Charger remained without noble friends of his own age or elders sympathetic to him. Instead, he found his friends as my Redbird did, amongst the lowly folk of the keep, the dog-boys and the kitchen-help and the gardeners and such. Redbird was ever at his heels, faithful as a hound, and often the two would fall asleep by the hearth, leaning on one another. Folk shook their heads to see any kind of a prince, even a piebald bastard one, reduced to such playmates.
In due time, Charger was tested for the Skill, and found to have little of the rightful Farseer magic. It was only with the greatest effort that the Skillmaster could reach his mind with his thoughts, and Charger was completely unable to make his own thoughts known to any of the King’s Coterie. Now some will say that this alone was a strong sign of his common birth, and others that the lowly magic
of animals destroyed any Farseer magic in him. But no one can know one way or another, and therefore no proper minstrel would vouch for the truth of it. I would say that his mother had little ability for that magic either, and it is well known that it is not bestowed every generation, nor that every child of royal blood inherits the same strength of it.
King Virile ruled well and the Piebald Prince grew as boys will, sprouting up like bean plants, so that it seemed one but turned around and he stood one day as tall as his grandfather. By then my own Redbird, slight as he was, had been discovered to have a sweet voice and strong lungs. He had his father’s looks, his copper hair and hazel eyes, and from his father too, he took his fine voice. More than once I overheard folk marvel that a rangy cow like me should have dropped such a fine calf. He would remain small of stature and slender as a boy for all his life, but he was sunny natured, and clever at his letters and numbers. He was as cautious as the prince was daring, well aware he could not climb, wrestle or run as well as the other lads of his age; but for all that, he was utterly devoted to the prince, and for his part, Charger watched out for him as if he were a younger brother, with both fondness and tolerance for his lesser strength. I dared to dream large dreams for my son, but kept them to myself, resolved that he should be the one to steer his life.

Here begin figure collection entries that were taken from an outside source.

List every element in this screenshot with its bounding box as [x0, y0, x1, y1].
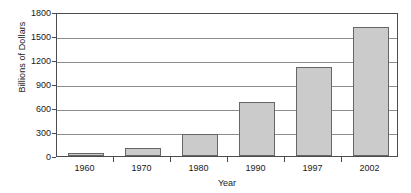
y-axis-tick-labels: 0300600900120015001800 — [18, 0, 51, 193]
bar — [296, 67, 332, 156]
x-axis-tick-mark — [341, 157, 342, 162]
gridline — [57, 110, 397, 111]
bar — [182, 134, 218, 156]
gridline — [57, 38, 397, 39]
x-axis-tick-label: 1960 — [74, 163, 94, 173]
x-axis-tick-label: 1990 — [245, 163, 265, 173]
y-axis-tick-mark — [52, 157, 56, 158]
bar — [68, 153, 104, 156]
x-axis-tick-mark — [170, 157, 171, 162]
x-axis-tick-mark — [227, 157, 228, 162]
bar-chart: Billions of Dollars 03006009001200150018… — [0, 0, 411, 193]
bar — [125, 148, 161, 156]
x-axis-tick-label: 1997 — [302, 163, 322, 173]
bar — [353, 27, 389, 156]
x-axis-tick-mark — [284, 157, 285, 162]
bar — [239, 102, 275, 156]
gridline — [57, 86, 397, 87]
y-axis-tick-label: 900 — [21, 81, 51, 90]
y-axis-tick-label: 1500 — [21, 33, 51, 42]
plot-area — [56, 13, 398, 157]
x-axis-title: Year — [56, 178, 398, 188]
y-axis-tick-label: 300 — [21, 129, 51, 138]
x-axis-tick-label: 1970 — [131, 163, 151, 173]
x-axis-tick-label: 2002 — [359, 163, 379, 173]
gridline — [57, 134, 397, 135]
x-axis-tick-mark — [113, 157, 114, 162]
y-axis-tick-label: 0 — [21, 153, 51, 162]
y-axis-tick-label: 1800 — [21, 9, 51, 18]
y-axis-tick-label: 1200 — [21, 57, 51, 66]
y-axis-tick-label: 600 — [21, 105, 51, 114]
x-axis-tick-label: 1980 — [188, 163, 208, 173]
gridline — [57, 62, 397, 63]
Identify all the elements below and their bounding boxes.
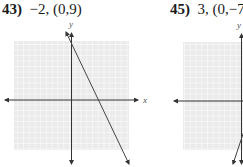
graphs-canvas: x y y — [0, 0, 243, 167]
graph-43-x-label: x — [142, 95, 147, 105]
graph-45-y-label: y — [236, 20, 241, 30]
graph-43-y-label: y — [68, 19, 73, 29]
graph-45-grid — [183, 42, 243, 150]
graph-43: x y — [5, 19, 147, 164]
graph-45: y — [174, 20, 243, 164]
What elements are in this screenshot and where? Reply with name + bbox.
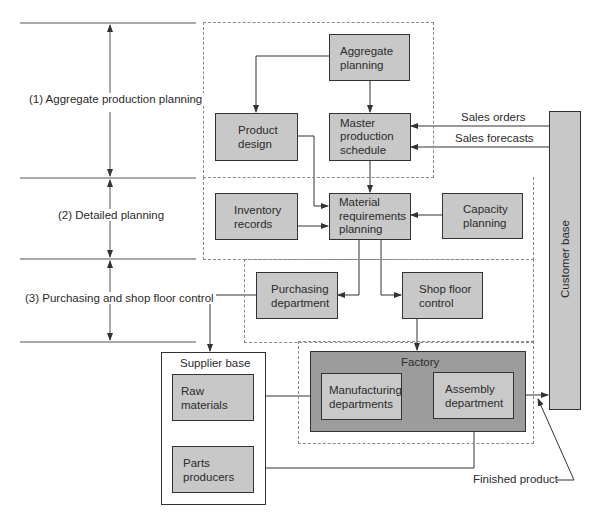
node-material-requirements-planning[interactable]: Material requirements planning	[329, 193, 411, 240]
node-assembly-department[interactable]: Assembly department	[433, 372, 514, 419]
factory-title: Factory	[401, 356, 439, 368]
node-label: Aggregate planning	[340, 44, 393, 72]
level-label-purchasing: (3) Purchasing and shop floor control	[23, 292, 216, 304]
level-label-detailed: (2) Detailed planning	[56, 209, 166, 221]
edge-label-sales-forecasts: Sales forecasts	[455, 132, 534, 144]
node-master-production-schedule[interactable]: Master production schedule	[329, 113, 411, 161]
node-raw-materials[interactable]: Raw materials	[172, 374, 254, 421]
node-manufacturing-departments[interactable]: Manufacturing departments	[321, 373, 402, 420]
node-label: Capacity planning	[453, 202, 508, 230]
node-shop-floor-control[interactable]: Shop floor control	[402, 272, 483, 319]
node-label: Inventory records	[226, 203, 281, 231]
edge-label-finished-product: Finished product	[473, 473, 558, 485]
node-label: Assembly department	[445, 382, 503, 410]
node-label: Master production schedule	[340, 117, 394, 158]
node-label: Manufacturing departments	[329, 383, 402, 411]
node-capacity-planning[interactable]: Capacity planning	[442, 193, 523, 239]
level-label-aggregate: (1) Aggregate production planning	[27, 93, 204, 105]
node-label: Purchasing department	[267, 282, 329, 310]
edge-label-sales-orders: Sales orders	[461, 111, 526, 123]
node-inventory-records[interactable]: Inventory records	[215, 193, 298, 240]
customer-base-label: Customer base	[559, 219, 571, 299]
node-label: Product design	[226, 123, 278, 151]
node-parts-producers[interactable]: Parts producers	[172, 446, 254, 493]
node-aggregate-planning[interactable]: Aggregate planning	[329, 34, 410, 81]
supplier-base-title: Supplier base	[180, 357, 250, 369]
node-purchasing-department[interactable]: Purchasing department	[256, 272, 338, 319]
node-label: Material requirements planning	[339, 196, 406, 237]
node-product-design[interactable]: Product design	[215, 113, 298, 161]
node-label: Raw materials	[181, 384, 253, 412]
node-label: Parts producers	[183, 456, 234, 484]
node-label: Shop floor control	[413, 282, 471, 310]
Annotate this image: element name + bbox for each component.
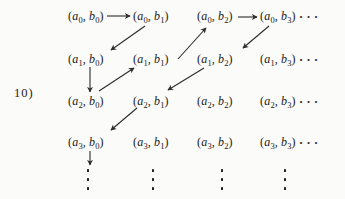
column-1-dot [152, 187, 155, 190]
row-0-continuation-ellipsis: ··· [299, 11, 322, 23]
pair-a3-b0: (a3, b0) [68, 135, 104, 149]
column-3-dot [284, 187, 287, 190]
arrow-(a2,b1)-to-(a3,b0) [111, 108, 137, 130]
pair-a1-b3: (a1, b3) [260, 52, 296, 66]
row-2-continuation-ellipsis: ··· [299, 96, 322, 108]
pair-a1-b0: (a1, b0) [68, 52, 104, 66]
column-2-dot [221, 187, 224, 190]
pair-a2-b2: (a2, b2) [197, 94, 233, 108]
pair-a3-b3: (a3, b3) [260, 135, 296, 149]
column-1-dot [152, 178, 155, 181]
pair-a1-b2: (a1, b2) [197, 52, 233, 66]
pair-a2-b0: (a2, b0) [68, 94, 104, 108]
column-2-dot [221, 178, 224, 181]
column-3-dot [284, 178, 287, 181]
row-3-continuation-ellipsis: ··· [299, 137, 322, 149]
column-0-dot [87, 169, 90, 172]
column-2-dot [221, 169, 224, 172]
arrow-(a0,b1)-to-(a1,b0) [111, 26, 145, 50]
pair-a3-b1: (a3, b1) [133, 135, 169, 149]
arrow-(a2,b0)-to-(a1,b1) [99, 68, 134, 91]
pair-a0-b3: (a0, b3) [260, 9, 296, 23]
pair-a1-b1: (a1, b1) [133, 52, 169, 66]
arrow-(a1,b2)-to-(a2,b1) [168, 68, 204, 90]
figure-label: 10) [14, 86, 34, 101]
pair-a2-b3: (a2, b3) [260, 94, 296, 108]
column-1-dot [152, 169, 155, 172]
pair-a2-b1: (a2, b1) [133, 94, 169, 108]
arrow-(a0,b3)-to-(a1,b2) [243, 26, 269, 48]
column-3-dot [284, 169, 287, 172]
pair-a0-b0: (a0, b0) [68, 9, 104, 23]
pair-a3-b2: (a3, b2) [197, 135, 233, 149]
column-0-dot [87, 187, 90, 190]
pair-a0-b1: (a0, b1) [133, 9, 169, 23]
row-1-continuation-ellipsis: ··· [299, 54, 322, 66]
enumeration-diagram: 10) (a0, b0)(a0, b1)(a0, b2)(a0, b3)···(… [0, 0, 345, 199]
column-0-dot [87, 178, 90, 181]
pair-a0-b2: (a0, b2) [197, 9, 233, 23]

When the minstrels of the keep offered to vouch for Redbird to enter their guild, he beseeched me to allow it. It cut like a knife but I smiled and I let him go. I told myself that it was right to let him have his own life. And he did not go far, for in those days his own father, Copper Songsmith, had returned to the keep. Although he never claimed Redbird as his son, he was pleased to take him as an apprentice. So I saw my son often enough, even if he did leave Buckkeep Castle to live in the Guild Hall with the other apprentices. Redbird chose to take the path of one who keeps the records and witnesses to the truth of agreements. He had many lineages to learn, and all of the old histories to memorize, but these things he seemed to relish. I sometimes thought of the days when only a switch would make him sit down and take heed, and wondered where that distractible child had gone.